Anthropology – Cultural Impact – Cultural Budget at the service of Social Justice

Mar 27, 2023

By: Jean-Marie Mauclet 

Last week, LaSheia sent Gwylène a newspaper article in French, from the popular science magazine Sciences et Avenir, entitled: l’ADN ancien redonne de leur identité à des esclaves africains vendus en Amérique du Nord. This translated to English is Ancient DNA gives back part of their identity to African slaves sold in North-America.”

For the last six weeks, at 2:00 pm on Thursday, TINYisPOWEFUL runs a podcast on OHMRADIO963, with hosts Rayn and Victoria. Last Thursday, they had invited Gwylène and me to be their guests. The topic of this hour of rather serious conversation was: WHAT DOES A CULTURAL BUDGET LOOK LIKE?

We did not have time, in one hour, to get to the ‘look like’ part of the question! What we understood though is that, if a financial budget should reflect the values of its authors, so should a cultural budget. In the case of TINYisPOWERFUL the words best revealing of its values and its goals are Belonging, Becoming, Reciprocity, Autonomy as active principles of Social Justice. What do these principles translate into, in order to fit in a cultural budget, then? They translate into art tools which TINYisPOWERFUL has developed to accomplish its work: in/with community work with the App, the Booklet of questions, “Good Trouble”, the Zine, the OhmRadio podcast – visual arts work like “You bet ‘n me ‘n me ‘n you”, the Jungle, Arianne’s indigo workshop, “a Tale for Reparations” (in progress) – collective or group work like the Circle of Advisers or the Question-Relay conversation format etc . . . In turn, to stay within the vocabulary of budget-building, we consider such art tools as art assets, in that they have a potential exchange value, cash or in-kind, when used/practiced in collaboration with other groups which may have solicited our participation in one of their own projects.

When I apply my attention to a particular subject, my mind, as it usually does, immediately conflates the readings and conversations from the last few days and somehow scans them to identify possible intersections. In this particular case, my exhilaration originated with the OHMRADIO podcast. I have attempted to compact it into one question: Could the ‘Cultural Impact Study’ methodology become an art tool for TINYisPOWERFUL and therefore be placed in the art assets column of its Cultural Budget? To refresh our memory, the concept of Cultural Impact Study comes from the USDAC (United States Department of Art and Culture), a non- governmental, not-for-profit arts organization with which conNECKtedTOO and TINYisPOWERFUL worked with in the past. One of USDAC’s missions is to legally demand that developers perform a Cultural Impact Study, the same way they perform an Environmental Impact Study, before being permitted to develop.

We know from history and from our own experience that development mostly sweeps through underserved neighborhoods. In a metropolis, when it strikes at areas so neglected by government, so run down, benighted really, such states of blight can make gentrification look like salvation! In cities like Charleston though, the process can be so insidious that it is hard, often, to grasp the daily violence of seeing neighbors move away one at a time, property taxes get out of reach, … and then the whole block – your block – destined to become a towering cluster of luxury and exclusion! This is gentrification. The destruction of whole neighborhoods, their people, their businesses, their schools, their history.

Of course all this is a question of social justice!

What troubles me most is how, from slavery in the past centuries to gentrification today, there proves to be a tool of choice, in Charleston, consistently used for the single purpose of rich proprietors to get richer at the expense of others: PEOPLE DEPORTATION. Whether from West Africa to Charleston or from Charleston to Goose Creek, mostly Black people are uprooted at will without a return ticket. And the anthropology in all this? It is, more specifically, the antidote to the data-fication of society in general, of each of us in particular. And, by the same token, the data-fication of budgets. A pure reflection of how we live in an economy-driven world, fixated on productivity, percentages, profit and loss. Without the introduction of the human factor in budgets, how can data-fication detect its own inhumane tendencies? It can only

 

| “…reproduce its own biases…” from Data Feminism

and carry over, from data sheet to data sheet, from one yearly budget to the next, inequalities, exclusion, the marginalization of others, all “Others”, including women. This is also why, the addition of a cultural budget to all budgets should be required. And so should Time Banking, as income.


REQUIRED ACTION -> Search the lines of the records for the word "diagram", and copy every line that has it.

== PROVIDED RECORDS

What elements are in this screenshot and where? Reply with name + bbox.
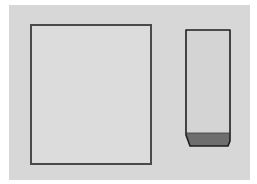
tall-container-shape xyxy=(185,29,231,147)
container-body xyxy=(186,30,230,133)
tall-container xyxy=(185,29,231,147)
container-base xyxy=(186,133,230,146)
large-rectangle xyxy=(30,24,152,165)
diagram-canvas xyxy=(0,0,257,184)
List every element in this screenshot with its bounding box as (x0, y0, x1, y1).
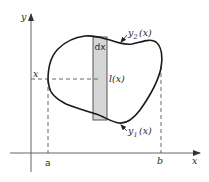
x-axis-label: x (192, 155, 198, 166)
y2-pointer-arrow (121, 35, 127, 42)
l-of-x-label: l(x) (109, 73, 125, 84)
y1-label: y1(x) (127, 125, 152, 139)
region-diagram: y x a b x dx l(x) y2(x) y1(x) (0, 0, 209, 182)
y-axis-label: y (20, 11, 27, 22)
x-position-label: x (33, 68, 39, 79)
dx-label: dx (95, 42, 107, 52)
y1-pointer-arrow (121, 125, 127, 131)
y2-label: y2(x) (127, 27, 152, 41)
a-label: a (45, 158, 51, 168)
b-label: b (157, 155, 163, 166)
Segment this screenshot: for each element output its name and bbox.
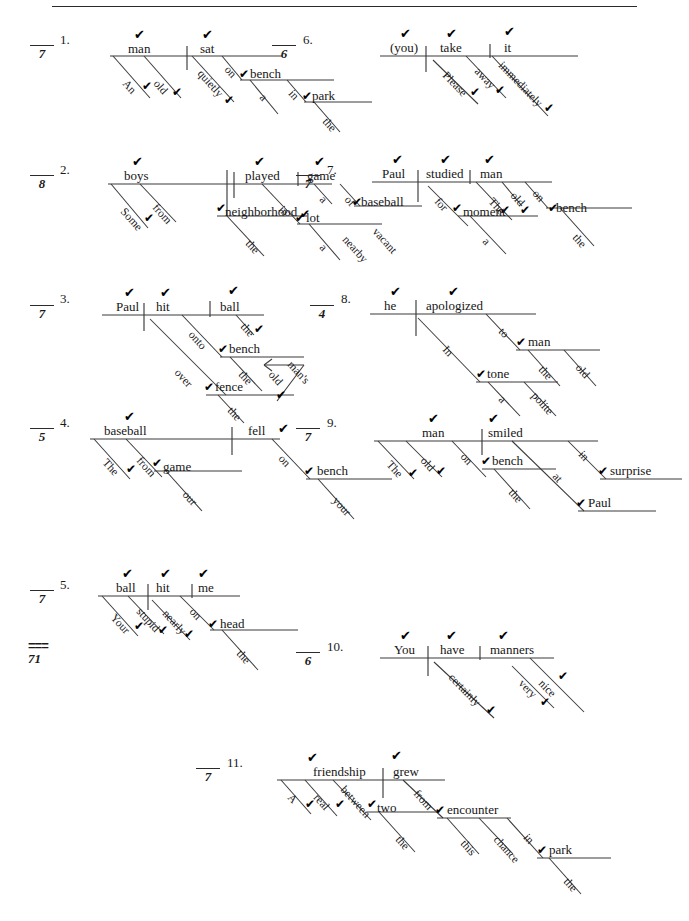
word-7-8: for <box>433 195 451 213</box>
item-number-9: 9. <box>327 415 337 431</box>
word-9-3: old <box>419 454 438 473</box>
score-item-5: 7 <box>30 590 54 605</box>
score-item-11: 7 <box>196 768 220 783</box>
word-8-3: man <box>528 334 551 349</box>
check-7-4: ✔ <box>520 203 530 217</box>
word-8-7: tone <box>487 366 510 381</box>
word-3-10: fence <box>215 379 243 394</box>
word-11-1: grew <box>393 764 420 779</box>
check-11-5c: ✔ <box>367 797 377 811</box>
score-value: 7 <box>296 430 320 443</box>
score-value: 5 <box>30 430 54 443</box>
item-number-8: 8. <box>341 291 351 307</box>
word-2-11: lot <box>306 210 320 225</box>
word-1-4: quietly <box>195 67 226 100</box>
word-1-8: in <box>287 87 302 102</box>
word-11-5: two <box>377 800 397 815</box>
word-3-4: onto <box>187 328 210 351</box>
word-3-5: bench <box>229 341 261 356</box>
check-11-3: ✔ <box>335 797 345 811</box>
item-number-10: 10. <box>327 639 343 655</box>
check-10-5: ✔ <box>540 695 550 709</box>
check-6-1: ✔ <box>446 26 457 41</box>
word-7-6: bench <box>556 200 588 215</box>
score-value: 7 <box>30 307 54 320</box>
word-3-2: ball <box>220 299 240 314</box>
word-11-11: in <box>522 831 537 846</box>
word-11-9: this <box>459 837 479 858</box>
word-10-2: manners <box>490 642 534 657</box>
word-4-0: baseball <box>104 423 147 438</box>
score-item-3: 7 <box>30 305 54 320</box>
word-2-4: from <box>151 201 175 226</box>
check-1-1: ✔ <box>202 27 213 42</box>
total-score: === 71 <box>28 641 48 666</box>
check-9-2: ✔ <box>408 466 418 480</box>
score-item-10: 6 <box>296 652 320 667</box>
word-11-13: the <box>562 875 580 893</box>
check-3-2: ✔ <box>228 283 239 298</box>
word-5-8: the <box>235 647 253 665</box>
check-1-2: ✔ <box>142 79 152 93</box>
word-5-0: ball <box>116 580 136 595</box>
check-1-4: ✔ <box>224 93 234 107</box>
check-2-3: ✔ <box>144 211 154 225</box>
word-11-2: A <box>286 791 301 806</box>
word-9-8: Paul <box>588 495 612 510</box>
check-2-0: ✔ <box>132 154 143 169</box>
word-8-0: he <box>384 298 397 313</box>
word-11-10: chance <box>492 833 522 865</box>
word-8-4: the <box>537 363 555 381</box>
total-value: 71 <box>28 651 48 666</box>
check-9-0: ✔ <box>428 411 439 426</box>
score-value: 8 <box>30 177 54 190</box>
page-top-rule <box>52 6 637 7</box>
check-6-2: ✔ <box>504 24 515 39</box>
check-3-8: ✔ <box>276 388 286 402</box>
score-value: 6 <box>272 47 296 60</box>
check-9-5c: ✔ <box>481 454 491 468</box>
word-10-5: very <box>516 677 540 701</box>
diagram-4: baseball ✔ fell ✔ The ✔ from ✔ game our … <box>82 407 352 517</box>
word-2-12: a <box>318 241 330 253</box>
check-7-8: ✔ <box>452 201 462 215</box>
item-number-6: 6. <box>303 32 313 48</box>
check-4-1: ✔ <box>278 421 289 436</box>
check-4-2: ✔ <box>126 462 136 476</box>
check-6-5: ✔ <box>544 101 554 115</box>
item-number-7: 7. <box>327 162 337 178</box>
check-4-4c: ✔ <box>152 456 162 470</box>
word-11-0: friendship <box>313 764 366 779</box>
score-value: 7 <box>296 177 320 190</box>
score-item-9: 7 <box>296 428 320 443</box>
word-6-3: Please <box>441 69 470 98</box>
check-6-3: ✔ <box>470 85 480 99</box>
word-11-7: from <box>412 787 436 812</box>
score-item-8: 4 <box>310 305 334 320</box>
diagram-3: Paul ✔ hit ✔ ball ✔ the ✔ onto ✔ bench t… <box>94 283 354 408</box>
check-5-0: ✔ <box>122 566 133 581</box>
check-5-7c: ✔ <box>208 617 218 631</box>
word-7-10: a <box>481 235 493 247</box>
check-6-4: ✔ <box>495 83 505 97</box>
check-10-0: ✔ <box>400 628 411 643</box>
word-5-3: Your <box>109 611 133 636</box>
word-11-12: park <box>549 842 573 857</box>
word-2-6: the <box>244 237 262 255</box>
check-11-12c: ✔ <box>537 843 547 857</box>
word-10-3: certainly <box>446 671 483 709</box>
word-7-0: Paul <box>382 166 406 181</box>
word-8-1: apologized <box>426 298 484 313</box>
word-7-2: man <box>480 166 503 181</box>
word-1-5: on <box>223 63 240 80</box>
word-1-2: An <box>121 77 139 96</box>
word-3-8: old <box>267 368 286 387</box>
check-5-5: ✔ <box>184 627 194 641</box>
check-11-8c: ✔ <box>435 803 445 817</box>
check-10-1: ✔ <box>446 628 457 643</box>
word-8-8: a <box>497 393 509 405</box>
check-3-1: ✔ <box>160 285 171 300</box>
word-10-1: have <box>440 642 465 657</box>
check-8-0: ✔ <box>390 284 401 299</box>
word-4-2: The <box>101 456 122 477</box>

====

EXERCISE SOLUTION ->
diagram-canvas xyxy=(0,0,257,184)
region-diagram: y x a b x dx l(x) y2(x) y1(x) (0, 0, 209, 182)
diagram-4: baseball ✔ fell ✔ The ✔ from ✔ game our … <box>82 407 352 517</box>
diagram-3: Paul ✔ hit ✔ ball ✔ the ✔ onto ✔ bench t… <box>94 283 354 408</box>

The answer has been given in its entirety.